Tips for Best Results
- Keep the original ICNS alongside the BMP output — re-encoding already-lossy images accumulates detail loss on each round.
- If the BMP will be uploaded to a CMS, check whether the platform has a max dimension and downscale once on export rather than letting the CMS resize automatically.
- For thumbnails and avatars, export the BMP at exactly the display size; browsers will otherwise resample and the image may look soft.
Frequently Asked Questions
It depends on the codecs involved. If both ICNS and BMP are lossy, the pixels are re-encoded and a small amount of detail is discarded — invisible at default quality settings on photographs. If BMP is lossless (PNG, TIFF, BMP) the output keeps every pixel of the decoded ICNS exactly, but cannot recover detail that ICNS had already compressed away.
Often yes, especially when BMP is lossless. ICNS tuned for efficient web delivery will usually produce smaller files than BMP's default settings. If file size matters, drop the quality in Advanced or pick a more compressed target format instead.
KaijuConverter uploads over HTTPS, processes the image in an isolated container and deletes both the source and the output within two hours. No account is required, file contents are never logged, and we do not use uploads to train any model. For confidential material, the paid plan includes a data-processing agreement.
Related comparisons
See these formats side by side to understand which fits your use case best.
Related Guides
BMP Bitmap Format: The Complete Technical Guide
Everything about the BMP format: DIB header variants, pixel storage, color depths (1 to 32-bit), RLE compression, alpha channels, and BMP vs PNG vs TIFF.

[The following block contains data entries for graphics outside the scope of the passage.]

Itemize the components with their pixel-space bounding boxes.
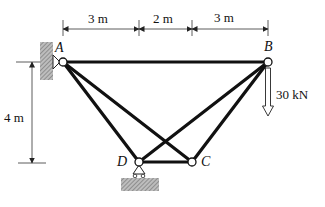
node-label-b: B (264, 40, 273, 54)
joint-d (135, 158, 143, 166)
node-label-c: C (201, 155, 210, 169)
dim-label-dc: 2 m (153, 12, 173, 25)
node-label-a: A (55, 41, 64, 55)
truss-members (63, 62, 268, 162)
joint-a (59, 58, 67, 66)
dim-label-ad: 3 m (88, 12, 108, 25)
truss-diagram (0, 0, 325, 207)
load-arrow-down-icon (263, 68, 274, 116)
dim-label-cb: 3 m (214, 11, 234, 24)
dim-label-height: 4 m (4, 111, 24, 124)
joints (59, 58, 272, 166)
joint-b (264, 58, 272, 66)
node-label-d: D (117, 155, 127, 169)
joint-c (188, 158, 196, 166)
load-label: 30 kN (276, 88, 308, 101)
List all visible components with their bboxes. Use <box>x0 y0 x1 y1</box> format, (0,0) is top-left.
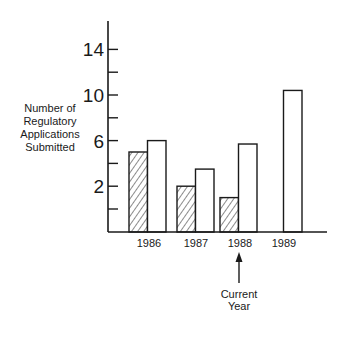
bar-1986-open <box>148 141 167 232</box>
bars <box>129 90 302 232</box>
x-tick-label: 1986 <box>137 237 161 249</box>
y-tick-label: 6 <box>93 131 104 152</box>
bar-1989-open <box>284 90 303 232</box>
y-axis-label: Number ofRegulatoryApplicationsSubmitted <box>20 102 80 153</box>
annotation-text: Current <box>221 288 258 300</box>
y-tick-label: 14 <box>83 39 105 60</box>
x-tick-label: 1989 <box>272 237 296 249</box>
x-tick-label: 1987 <box>184 237 208 249</box>
bar-1988-open <box>239 144 258 232</box>
bar-1988-hatched <box>220 198 239 232</box>
x-axis: 1986198719881989 <box>108 232 327 249</box>
y-tick-label: 2 <box>93 176 104 197</box>
y-axis-label-line: Regulatory <box>23 115 77 127</box>
y-axis: 261014 <box>83 21 118 232</box>
x-tick-label: 1988 <box>228 237 252 249</box>
bar-1987-open <box>196 169 215 232</box>
bar-1986-hatched <box>129 152 148 232</box>
y-tick-label: 10 <box>83 85 104 106</box>
arrowhead-icon <box>236 252 243 262</box>
y-axis-label-line: Applications <box>20 128 80 140</box>
y-axis-label-line: Submitted <box>25 141 75 153</box>
bar-1987-hatched <box>177 186 196 232</box>
y-axis-label-line: Number of <box>24 102 76 114</box>
bar-chart: Number ofRegulatoryApplicationsSubmitted… <box>0 0 342 342</box>
current-year-annotation: CurrentYear <box>221 252 258 312</box>
annotation-text: Year <box>228 300 251 312</box>
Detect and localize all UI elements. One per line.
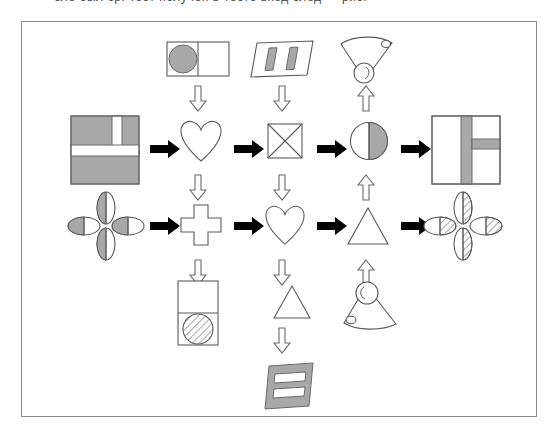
operator-slanted-gray-rect-two-white-bars: [259, 362, 319, 410]
operator-fan-with-circle-down: [336, 34, 402, 84]
arrow-row1-3: [317, 140, 347, 158]
node-r1c1-square-gray-with-white-t-bands: [70, 115, 140, 185]
node-r1c3-square-with-x: [267, 123, 303, 159]
operator-cone-with-circle-up: [338, 280, 404, 332]
cut-off-header-strip: сле был ср. тест получен в тесте вход сл…: [0, 0, 560, 11]
node-r2c5-four-petal-flower-hatched: [422, 192, 504, 260]
arrow-row2-2: [234, 217, 264, 235]
vertical-arrow-top-col4: [356, 85, 376, 113]
arrow-row1-1: [150, 140, 180, 158]
arrow-row1-2: [234, 140, 264, 158]
node-r2c2-plus-cross-outline: [180, 204, 222, 246]
operator-triangle-outline: [272, 284, 312, 320]
vertical-arrow-mid-col4: [356, 174, 376, 202]
operator-rect-two-cells-circle-gray: [166, 41, 230, 77]
operator-rect-two-cells-hatched-circle: [177, 280, 219, 346]
vertical-arrow-bottom2-col3: [272, 327, 292, 355]
arrow-row2-1: [150, 217, 180, 235]
operator-slanted-rect-two-gray-bars: [249, 39, 319, 79]
node-r2c3-heart-outline: [264, 204, 306, 246]
cut-off-header-text: сле был ср. тест получен в тесте вход сл…: [54, 0, 367, 3]
vertical-arrow-mid-col2: [188, 174, 208, 202]
vertical-arrow-top-col3: [272, 85, 292, 113]
diagram-frame: [21, 21, 537, 417]
arrow-row2-3: [317, 217, 347, 235]
node-r2c1-four-petal-flower-gray: [67, 192, 145, 260]
arrow-row1-4: [401, 140, 431, 158]
vertical-arrow-mid-col3: [272, 174, 292, 202]
node-r1c2-heart-outline: [180, 119, 222, 163]
vertical-arrow-bottom-col3: [272, 259, 292, 287]
node-r2c4-triangle-outline: [346, 206, 390, 246]
node-r1c5-square-white-with-gray-bands: [431, 115, 501, 185]
node-r1c4-circle-half-shaded: [349, 121, 389, 161]
vertical-arrow-top-col2: [188, 85, 208, 113]
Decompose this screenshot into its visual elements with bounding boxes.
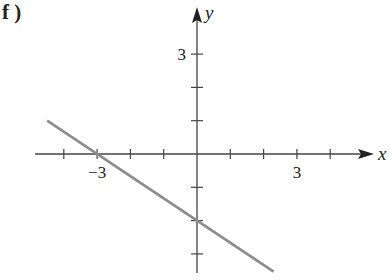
y-tick-label: 3: [178, 45, 187, 64]
data-line: [47, 121, 273, 272]
x-tick-label: −3: [88, 163, 106, 182]
x-tick-label: 3: [293, 163, 302, 182]
plot-area: −333xy: [0, 0, 390, 280]
chart-figure: f ) −333xy: [0, 0, 390, 280]
x-axis-label: x: [377, 143, 387, 164]
y-axis-label: y: [203, 2, 214, 23]
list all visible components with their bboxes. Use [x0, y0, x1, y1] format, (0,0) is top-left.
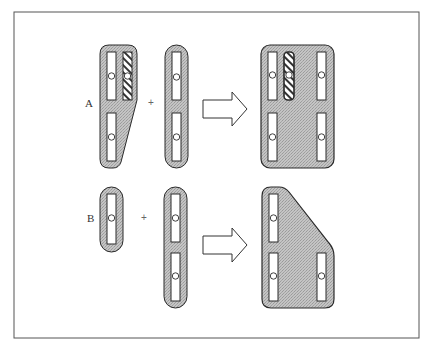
pin-hole [108, 215, 114, 221]
pin-hole [270, 215, 276, 221]
pin-hole [318, 273, 324, 279]
pin-hole [286, 72, 292, 78]
pin-hole [318, 72, 324, 78]
pin-hole [173, 134, 179, 140]
assembly-diagram [0, 0, 429, 349]
pin-hole [124, 73, 130, 79]
part-a2-long-bar [165, 45, 188, 168]
pin-hole [270, 273, 276, 279]
pin-hole [269, 72, 275, 78]
result-a-combined-plate [261, 45, 334, 168]
arrow-right-icon [203, 228, 247, 262]
pin-hole [108, 73, 114, 79]
pin-hole [269, 134, 275, 140]
arrow-right-icon [203, 92, 247, 126]
pin-hole [108, 134, 114, 140]
part-b2-long-bar [164, 187, 187, 308]
result-b-chamfered-plate [262, 187, 334, 308]
pin-hole [173, 74, 179, 80]
row-label-a: A [85, 98, 93, 109]
pin-hole [318, 134, 324, 140]
part-a1-tapered-plate [100, 45, 137, 168]
plus-operator-b: + [141, 213, 147, 223]
part-b1-short-bar [100, 187, 123, 252]
row-label-b: B [87, 213, 94, 224]
figure-frame [14, 12, 419, 338]
plus-operator-a: + [148, 98, 154, 108]
pin-hole [172, 273, 178, 279]
pin-hole [172, 215, 178, 221]
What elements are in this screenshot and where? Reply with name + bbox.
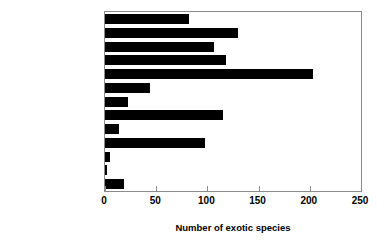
tick-label: 200 [289,195,329,206]
bar [105,83,150,93]
bar [105,97,128,107]
bar [105,124,119,134]
bar-row [105,150,361,164]
bar-row [105,163,361,177]
bar [105,14,189,24]
bar-row [105,108,361,122]
tick-label: 50 [135,195,175,206]
bar [105,179,124,189]
bar [105,138,205,148]
bar [105,110,223,120]
plot-area [104,11,362,192]
bar [105,165,107,175]
bar-row [105,40,361,54]
bar-row [105,12,361,26]
bar [105,42,214,52]
bar-row [105,136,361,150]
bar-row [105,177,361,191]
tick-mark [259,186,260,191]
bar-row [105,53,361,67]
tick-mark [310,186,311,191]
bar-row [105,67,361,81]
bar-chart-figure: AgricultureSoilFireForestryDomestic anim… [0,0,384,245]
tick-label: 150 [238,195,278,206]
bar [105,69,313,79]
tick-label: 0 [84,195,124,206]
x-axis-title: Number of exotic species [104,222,362,233]
tick-mark [156,186,157,191]
tick-label: 100 [186,195,226,206]
bar [105,152,110,162]
bar [105,55,226,65]
bar-row [105,122,361,136]
bar-row [105,26,361,40]
tick-mark [207,186,208,191]
bar [105,28,238,38]
tick-mark [105,186,106,191]
tick-label: 250 [340,195,380,206]
bar-row [105,81,361,95]
bar-row [105,95,361,109]
tick-mark [361,186,362,191]
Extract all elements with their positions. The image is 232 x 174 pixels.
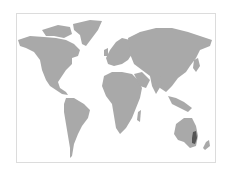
madagascar (137, 110, 141, 122)
north-america (18, 36, 80, 95)
arctic-islands (42, 25, 72, 38)
south-america (64, 98, 90, 158)
india (150, 76, 162, 94)
world-map (0, 0, 232, 174)
uk (104, 48, 108, 56)
africa (102, 72, 142, 134)
greenland (73, 20, 102, 46)
southeast-asia-islands (168, 96, 192, 112)
new-zealand (203, 140, 210, 150)
japan (193, 58, 200, 72)
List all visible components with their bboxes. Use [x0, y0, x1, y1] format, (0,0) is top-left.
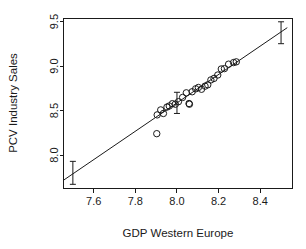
x-tick-label: 7.8 [128, 195, 143, 207]
scatter-plot: 8.08.59.09.5 7.67.88.08.28.4 GDP Western… [0, 0, 306, 249]
y-tick-label: 9.5 [48, 14, 60, 29]
error-bars [70, 22, 284, 185]
data-point-marker [154, 130, 160, 136]
x-tick-label: 8.4 [253, 195, 268, 207]
x-axis-label: GDP Western Europe [123, 227, 234, 239]
y-tick-label: 8.0 [48, 147, 60, 162]
y-axis-ticks: 8.08.59.09.5 [48, 14, 63, 163]
x-tick-label: 7.6 [86, 195, 101, 207]
x-tick-label: 8.2 [211, 195, 226, 207]
y-tick-label: 9.0 [48, 58, 60, 73]
x-tick-label: 8.0 [169, 195, 184, 207]
y-axis-label: PCV Industry Sales [7, 53, 19, 153]
data-points [154, 59, 240, 137]
x-axis-ticks: 7.67.88.08.28.4 [86, 189, 268, 207]
y-tick-label: 8.5 [48, 103, 60, 118]
data-point-marker [183, 90, 189, 96]
chart-figure: 8.08.59.09.5 7.67.88.08.28.4 GDP Western… [0, 0, 306, 249]
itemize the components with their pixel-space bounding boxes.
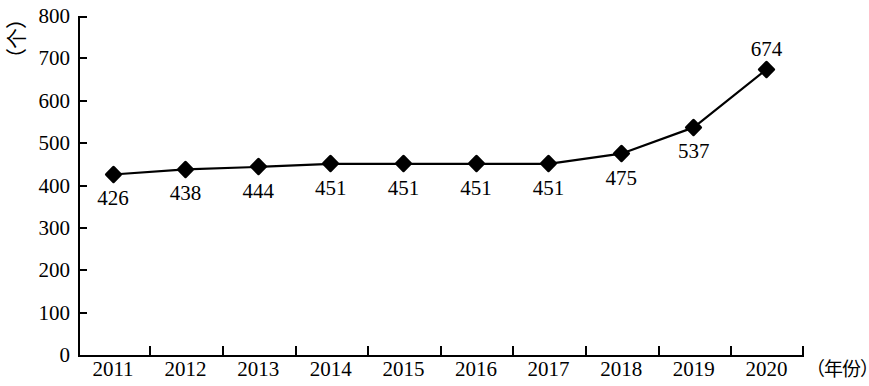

Read guideBMP Format: Windows Bitmap Images Explained — Headers, Compression & Use Cases
Learn what BMP files are, how the Windows Device Independent Bitmap format works, supported colour depths, compression options, and when to use BMP vs PNG.
Read guideBMP Bitmap Format: Complete Technical Guide to Windows Bitmap Images
Learn BMP (Windows Bitmap): BITMAPINFOHEADER structure, pixel encoding, color palettes, RLE compression, and raster fundamentals for legacy graphics.
Read guideSecure & Private Conversion
Your files are encrypted during transfer, processed in isolated containers, and automatically deleted within 60 minutes. We never read, share, or store your data.